1995. "Natufian chipped lithic assemblage: from Sunakh near Petra, southern Jordan" by Charlott Hoffmann Pedersen; published in Copenhagen: Carsten Niebuhr Institute of Near Eastern Studies.

Arutiunov dates the Natufian Culture ca 10-8 millennia BC.

[ii]. Arutiunov states that a Neolithic without pottery is present in South America and north Africa.

[iii]. For Kenyon at Jericho there are two relevant texts:

1957. "Digging up Jericho: The Results of the Jericho excavations, 1952-1956"; published in New York: Praeger.

1984? "Excavations at Jericho, 1960-1983" with contributions by Elizabeth Crowfoot et al.; published in London: British School of Archaeology in Jerusalem.

[iv]. Although none of the texts listed in HOLLIS specifically reference ceramics, the following texts might prove informative:

1947. "Die Schweiz zur Rentierzeit, Kulturgeschichte der Rentierjager am Ende der Eiszeit" by Hans-Georg Bandi: publication information: Frauenfeld, Huber.

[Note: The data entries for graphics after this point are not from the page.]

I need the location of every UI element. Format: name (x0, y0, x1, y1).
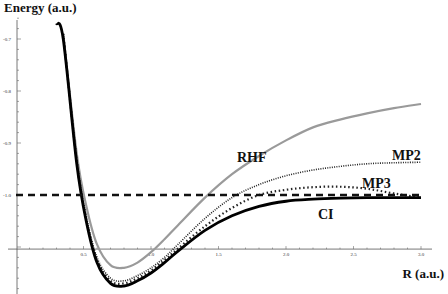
x-tick-label: 2.5 (351, 252, 358, 257)
label-mp2: MP2 (392, 148, 421, 164)
x-tick-label: 3.0 (418, 252, 425, 257)
label-ci: CI (318, 207, 334, 223)
label-rhf: RHF (237, 150, 267, 166)
label-mp3: MP3 (362, 176, 391, 192)
y-axis-label: Energy (a.u.) (4, 0, 77, 16)
y-tick-label: -1.0 (3, 193, 11, 198)
x-axis-label: R (a.u.) (402, 266, 444, 282)
y-tick-label: -0.7 (3, 37, 11, 42)
x-tick-label: 2.0 (283, 252, 290, 257)
x-tick-label: 1.5 (216, 252, 223, 257)
axes: -0.7-0.8-0.9-1.00.51.01.52.02.53.0 (3, 18, 432, 294)
y-tick-label: -0.9 (3, 141, 11, 146)
y-tick-label: -0.8 (3, 89, 11, 94)
energy-plot: -0.7-0.8-0.9-1.00.51.01.52.02.53.0 (0, 0, 448, 294)
x-tick-label: 0.5 (81, 252, 88, 257)
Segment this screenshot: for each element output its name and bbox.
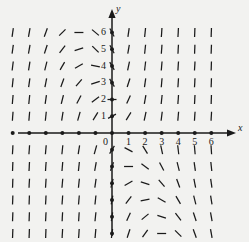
- slope-segment: [28, 28, 30, 37]
- x-tick-label: 3: [159, 137, 164, 147]
- slope-segment: [28, 45, 30, 54]
- slope-segment: [75, 64, 83, 69]
- slope-segment: [178, 78, 179, 87]
- slope-segment: [78, 179, 79, 188]
- x-axis-point: [44, 131, 48, 135]
- slope-segment: [127, 95, 131, 103]
- slope-segment: [161, 95, 162, 104]
- x-axis-point: [127, 131, 131, 135]
- y-axis-point: [110, 198, 114, 202]
- slope-segment: [193, 229, 196, 237]
- y-axis-point: [110, 232, 114, 236]
- slope-segment: [128, 62, 130, 71]
- slope-segment: [144, 78, 145, 87]
- x-axis-point: [160, 131, 164, 135]
- direction-field-figure: 0123456654321xy: [0, 0, 249, 242]
- slope-segment: [157, 215, 166, 218]
- slope-segment: [92, 30, 99, 36]
- slope-segment: [76, 79, 82, 86]
- slope-segment: [45, 95, 46, 104]
- slope-segment: [125, 181, 133, 186]
- x-tick-label: 2: [143, 137, 148, 147]
- slope-segment: [159, 180, 165, 187]
- slope-segment: [145, 45, 146, 54]
- slope-segment: [127, 78, 130, 87]
- slope-segment: [95, 212, 96, 221]
- slope-segment: [141, 164, 148, 169]
- slope-segment: [12, 112, 13, 121]
- slope-segment: [44, 28, 47, 36]
- x-axis-point: [93, 131, 97, 135]
- x-axis-point: [193, 131, 197, 135]
- slope-segment: [194, 179, 196, 188]
- slope-segment: [12, 62, 13, 71]
- x-tick-label: 6: [209, 137, 214, 147]
- y-tick-label: 2: [101, 94, 106, 104]
- slope-segment: [127, 213, 131, 221]
- y-axis-point: [110, 148, 114, 152]
- slope-segment: [91, 65, 100, 67]
- slope-segment: [79, 229, 80, 238]
- slope-segment: [59, 29, 65, 35]
- slope-segment: [91, 81, 100, 84]
- slope-segment: [177, 179, 180, 187]
- slope-segment: [145, 28, 146, 37]
- slope-segment: [45, 179, 46, 188]
- slope-segment: [61, 79, 64, 87]
- x-tick-label: 4: [176, 137, 181, 147]
- slope-segment: [145, 62, 146, 71]
- x-axis-point: [209, 131, 213, 135]
- slope-segment: [12, 28, 13, 37]
- slope-segment: [29, 78, 30, 87]
- slope-segment: [178, 112, 179, 121]
- origin-label: 0: [103, 137, 108, 147]
- slope-segment: [78, 112, 80, 121]
- slope-segment: [78, 145, 79, 154]
- slope-segment: [211, 162, 212, 171]
- slope-segment: [211, 196, 212, 205]
- slope-segment: [141, 199, 150, 201]
- slope-segment: [175, 230, 181, 236]
- slope-segment: [178, 95, 179, 104]
- slope-segment: [128, 45, 130, 54]
- y-axis-point: [110, 215, 114, 219]
- slope-segment: [62, 196, 63, 205]
- slope-segment: [161, 112, 162, 121]
- x-axis-point: [77, 131, 81, 135]
- y-axis-point: [110, 81, 114, 85]
- slope-segment: [178, 62, 179, 71]
- slope-segment: [158, 198, 166, 203]
- slope-segment: [161, 62, 162, 71]
- y-axis-point: [110, 64, 114, 68]
- slope-segment: [160, 163, 164, 171]
- slope-segment: [161, 78, 162, 87]
- y-axis-point: [110, 165, 114, 169]
- slope-segment: [95, 229, 96, 238]
- y-axis-point: [110, 47, 114, 51]
- slope-segment: [29, 112, 30, 121]
- slope-segment: [77, 96, 81, 104]
- slope-segment: [79, 212, 80, 221]
- slope-segment: [12, 78, 13, 87]
- slope-segment: [194, 162, 195, 171]
- y-tick-label: 5: [101, 44, 106, 54]
- slope-segment: [194, 196, 196, 205]
- slope-segment: [194, 112, 195, 121]
- y-axis-point: [110, 181, 114, 185]
- y-axis-arrowhead: [108, 9, 115, 18]
- slope-segment: [143, 146, 148, 154]
- slope-segment: [126, 196, 132, 203]
- slope-segment: [144, 112, 146, 121]
- x-axis-arrowhead: [227, 129, 236, 136]
- slope-segment: [62, 145, 63, 154]
- slope-segment: [60, 62, 65, 70]
- slope-segment: [94, 145, 96, 154]
- x-axis-point: [11, 131, 15, 135]
- slope-segment: [161, 28, 162, 37]
- y-tick-label: 6: [101, 27, 106, 37]
- slope-segment: [95, 179, 96, 188]
- y-axis-label: y: [116, 4, 120, 14]
- slope-segment: [45, 162, 46, 171]
- y-tick-label: 4: [101, 61, 106, 71]
- slope-segment: [95, 162, 97, 171]
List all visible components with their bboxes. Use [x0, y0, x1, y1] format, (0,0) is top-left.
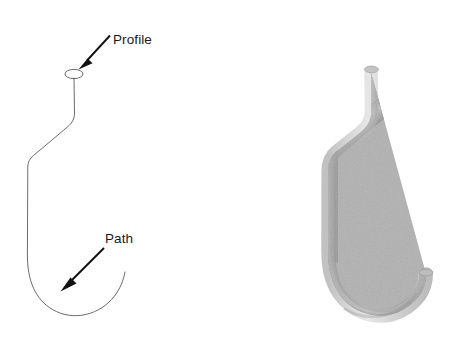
profile-circle-icon: [65, 69, 83, 78]
path-label: Path: [105, 231, 133, 246]
wireframe-sweep-diagram: Profile Path: [27, 32, 152, 316]
shaded-3d-hook: [310, 55, 450, 340]
profile-arrowhead-icon: [79, 59, 93, 70]
hook-top-end-cap: [365, 66, 379, 73]
profile-label: Profile: [113, 32, 152, 47]
hook-tip-end-cap: [419, 269, 433, 276]
profile-leader-line: [87, 36, 110, 61]
path-leader-line: [70, 248, 104, 282]
path-leader-arrow: [61, 248, 105, 292]
profile-leader-arrow: [79, 36, 111, 70]
path-arrowhead-icon: [61, 278, 77, 292]
sweep-illustration-figure: Profile Path: [0, 0, 453, 349]
path-curve: [27, 78, 125, 316]
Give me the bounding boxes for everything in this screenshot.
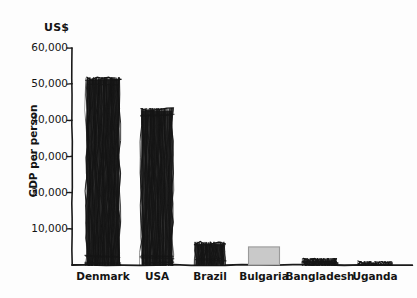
- bar-denmark: [84, 75, 121, 271]
- bar-uganda: [357, 257, 393, 268]
- bar-chart: US$ GDP per person 10,00020,00030,00040,…: [0, 0, 417, 298]
- bar-usa: [139, 106, 174, 271]
- bar-bangladesh: [301, 257, 339, 268]
- bar-brazil: [194, 241, 227, 268]
- plot-area: [0, 0, 417, 298]
- bar-bulgaria: [249, 247, 280, 265]
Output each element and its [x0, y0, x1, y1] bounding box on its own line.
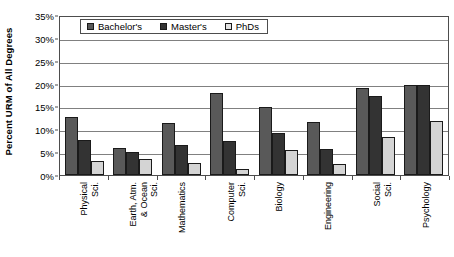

A recent festschrift commemorating Bandi's birthday is:

1985. "Jagen und Sammeln: Festschrift fur Hans-Georg Bandi zum 65. Geburtstag (3. September 1985): gewidmet von den Mitarbeitern des Bernischen Historischen Museums, des Seminars fur Urgeschichte der Universitat Bern, sowie von Freunden und Fachkollegen im In- und Ausland"; herausgegeben von Rudolf Fellmann, Georg Germann und Karl Zimmermann; published in Bern: Stampfli & Cie.

[v]. For additional information on the Tripolie (Cucuteni-Trypillia) Culture see Lecture 12. The following four references are listed in HOLLIS regarding the Tripolie Culture:

1979. "Arta culturii Cucuteni" by Vladimir Dumitrescu; published in Cucuresti: "Meridiane".

1984. "Formarea si clasificarea grupelor de stil Ab si B ale ceramicii pictate Cucuteni-Tripolie" by Anton Nitu; published in Iasi: Editura Academiei Republicii Socialiste Romania.

1984. "The Cucuteni-Tripolye culture: a study in technology and the origins of complex society" by Linda Ellis; published in Oxford, England: B.A.R.

1989. "Rannii etap tripol-skoi sul'tury na territorii Ukrainy" by Vladimir G. Zbenovich; published in Kiev: Nauk. Dumka.

Arutiunov dates the Tripolie Culture to ca 4-3 millennia BC. He also confirms that the geographical extent of the Tripolie Culture is South Ukraine, Moldavia, and partly Romania. The Tripolie people, as per Arutiunov, lived in houses constructed both of wood and clay.

[vi]. The culture located in southern Caucasus or Georgia is called the Trialeti Culture.

[vii]. Lewis Binford has two recent publications:

1983. "Working at Archaeology"; published in New York: Academic Press.

1989. "Debating Archaeology"; published in San Diego: Academic Press.

[viii]. From the Lecture 5 section on paleodemography, we have: "projections are 50/60,000 population for eastern Europe and a little higher for Siberia. At the end of the Mesolithic, this figure increases twice". Thus if we assume populations in Siberia were 60/65,000 with one increase at 120/130,000 and a second increase at 240/260,000 then a Neolithic population of 300,000, the same as the 16th century population is not out of line.